While I was at it, I told them about other magicks I’d seen, like Kittul Kendersson “blessing” my sword, and weaving a spell so the dead dwarves wouldn’t swell and stink. And about the Sisters that went with the army to heal wounds, and Quaie’s shock fingers he’d used on me.

I also told him what Omara said about keeping warm by drawing heat from what she called the “Web of the World,” and the dangers in learning it. That really got Arbel’s interest. He said he was going to try working it out for himself.

He also told me that magic misused, even accidentally, kicked back on the magician sooner or later, and that big magic was at least as dangerous to the user as to anyone else. There’d been folks who’d set out to develop really big powers, but they died in the process.

After a while it got late, and Arbel put me up in a small guest room with a clean straw sack on the bed. I stripped, put on my nightshirt and lay down, wishing Omara would come through the door like she had at the palace. How I felt about her wasn’t anything like I’d felt about Varia or Melody, but I liked her a lot. She was a good person, and just then I was lonesome, in spite of being in the same house with two old friends, and another probably perched on the roof beside a chimney.

I thought about Hauser, too. I could stay in Yuulith and be a bigshot if I wanted, in Tekalos or at the Cloister, and probably in Oz or other places. Or be Wollerda’s ambassador at Duinarog. But instead I was going back to Farside, to the farm. While Hauser could probably be a professor on Farside, but in Oz he was a slave. Couldn’t go back, even if they’d let him.

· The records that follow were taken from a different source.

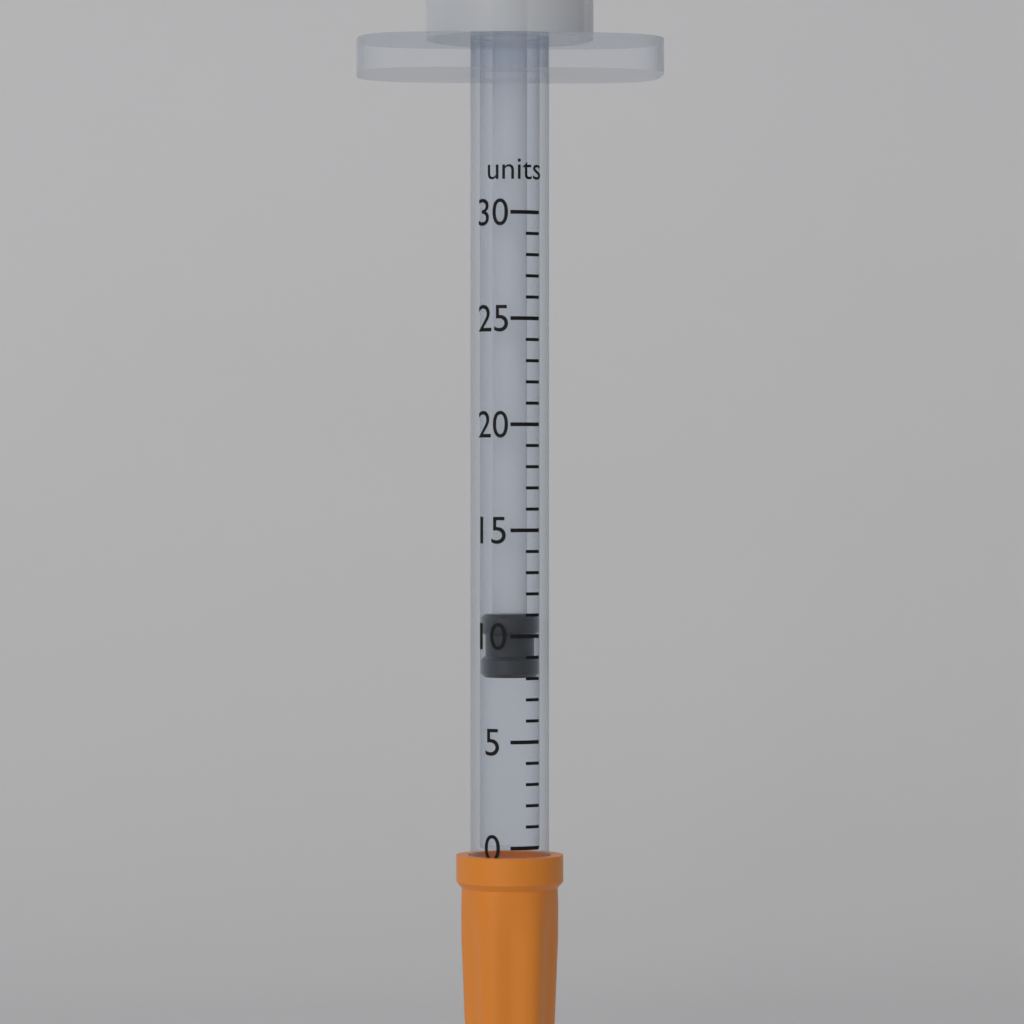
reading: 8 units
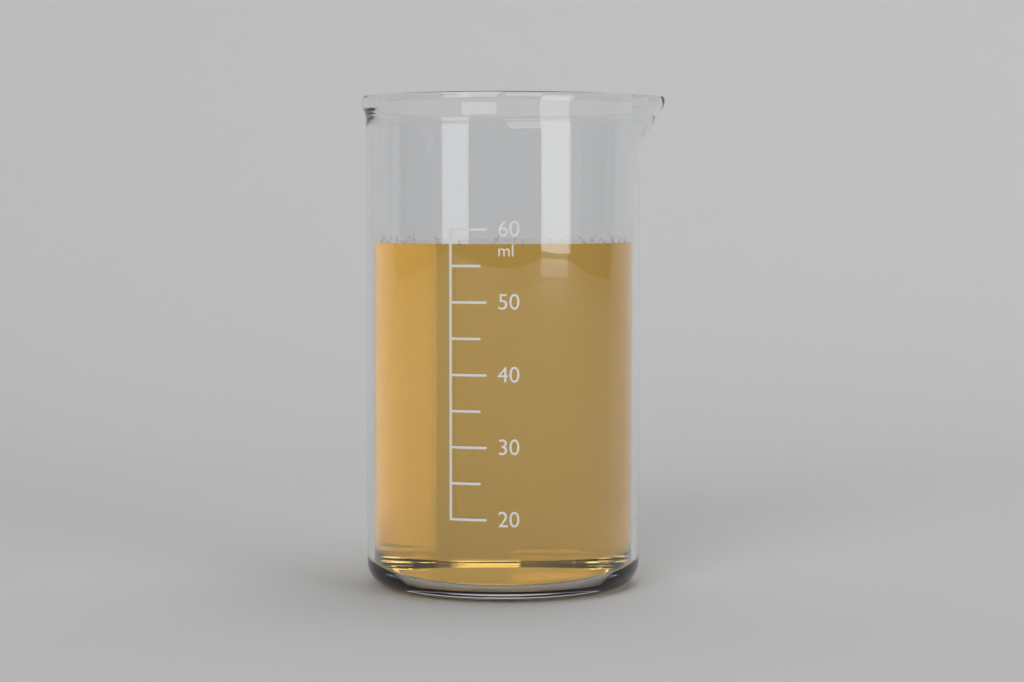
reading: 58 ml
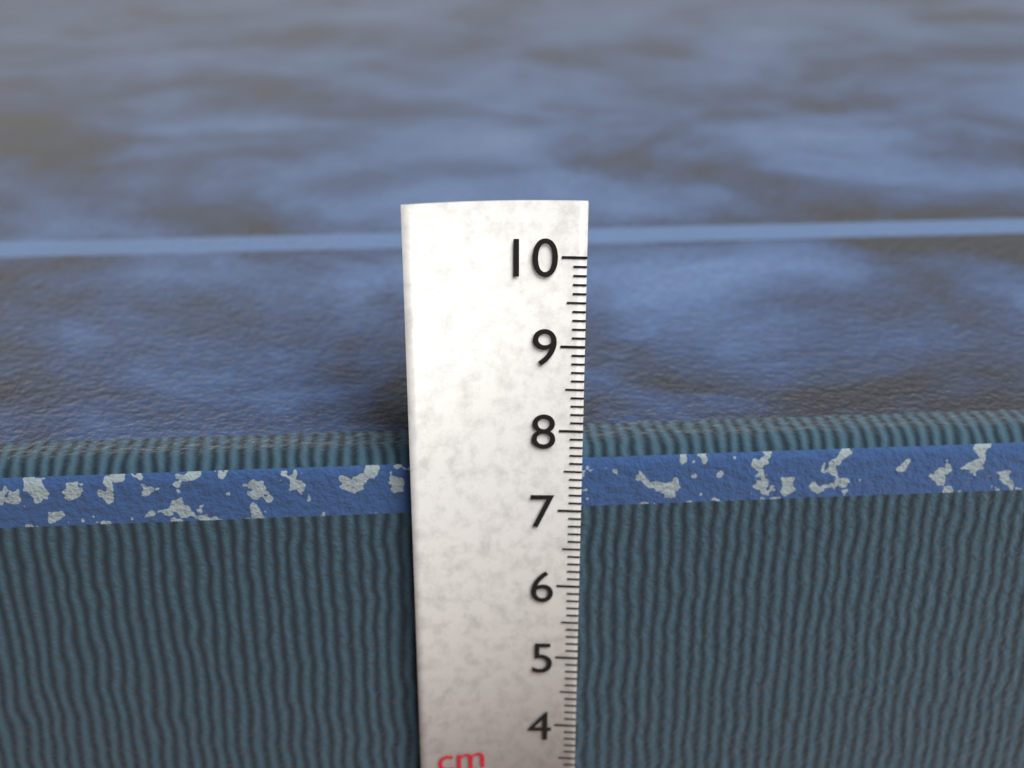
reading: 7.7 cm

Then I got thinking about the dangers Arbel had mentioned in big powerful magicks, and told myself I better be careful with fireballs. Sarkia was supposed to have practiced magic for two hundred years and stayed young and healthy. And was only now declining; something I wouldn’t mention to Arbel. But from what I’d heard about Ferny Cove, from some Kormehri and from Sarkia herself, she hadn’t used magicks for weapons, only for protection—confusion spells, invisibility spells, spells to raise fogs and mists. And tracking magic. Things like that. Maybe magicks like those didn’t kick back on a person.

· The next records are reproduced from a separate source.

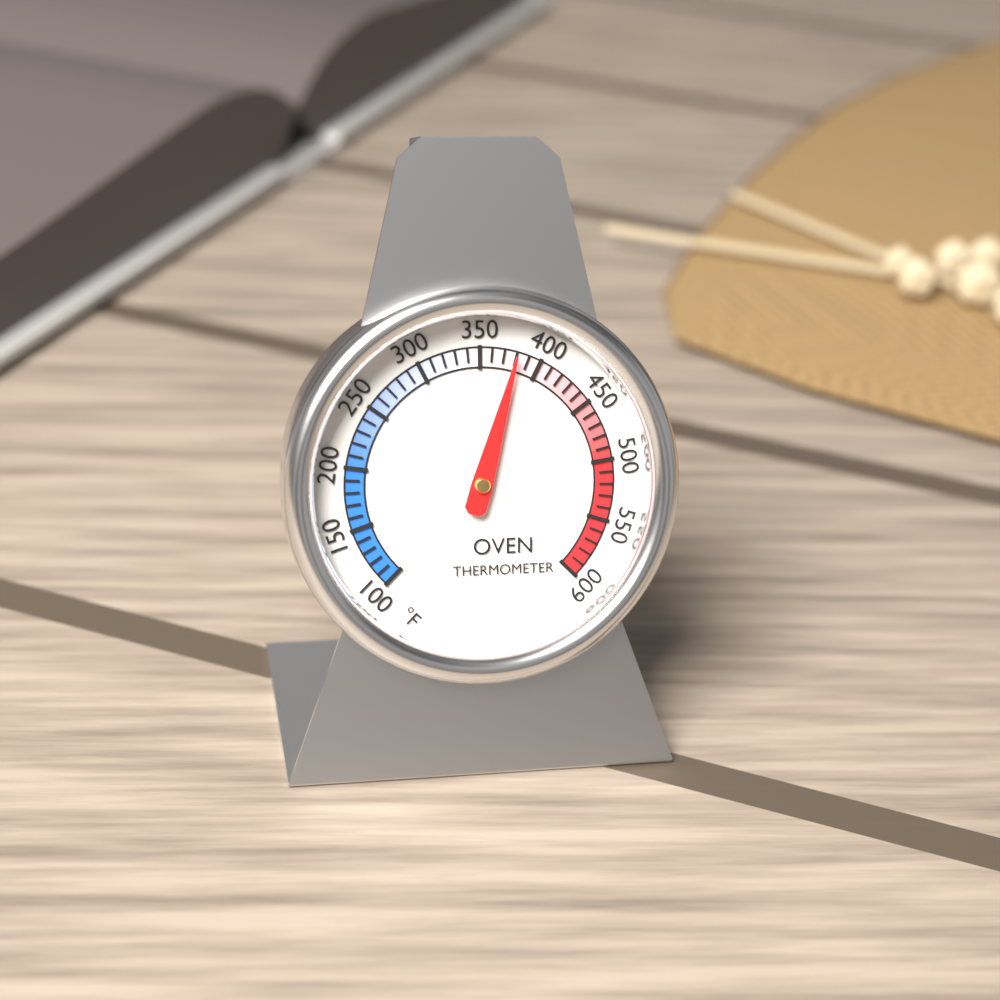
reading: 380 °F
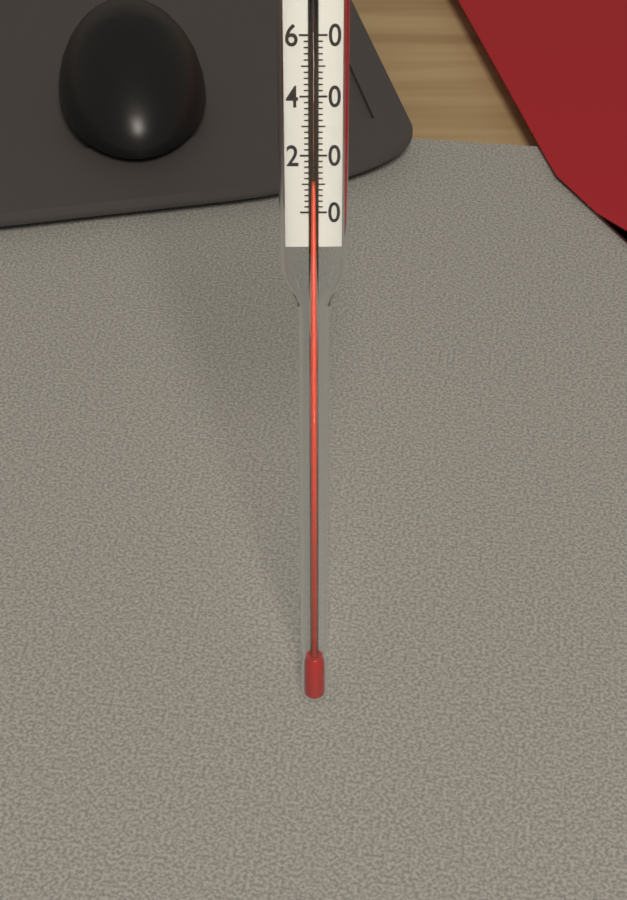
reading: 10 (no unit)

What with all the thoughts running through my head, I must have laid there an hour before I got to sleep.

The next day my lessons started. Like before, Arbel said I should do other stuff too, to keep grounded, and offered to get a slave girl sent in for me once a week, like he did for himself. I was tempted, but instead, for a few mornings, I saddled up Hog and rode around the countryside a couple hours. Then I took a notion to train with Isherhohm’s militia veterans on Six-Day afternoons, for the exercise and to keep my hand in. They’d nearly all of them been in the war, and I’d been the commander, but Isherhohm treated me like just another veteran.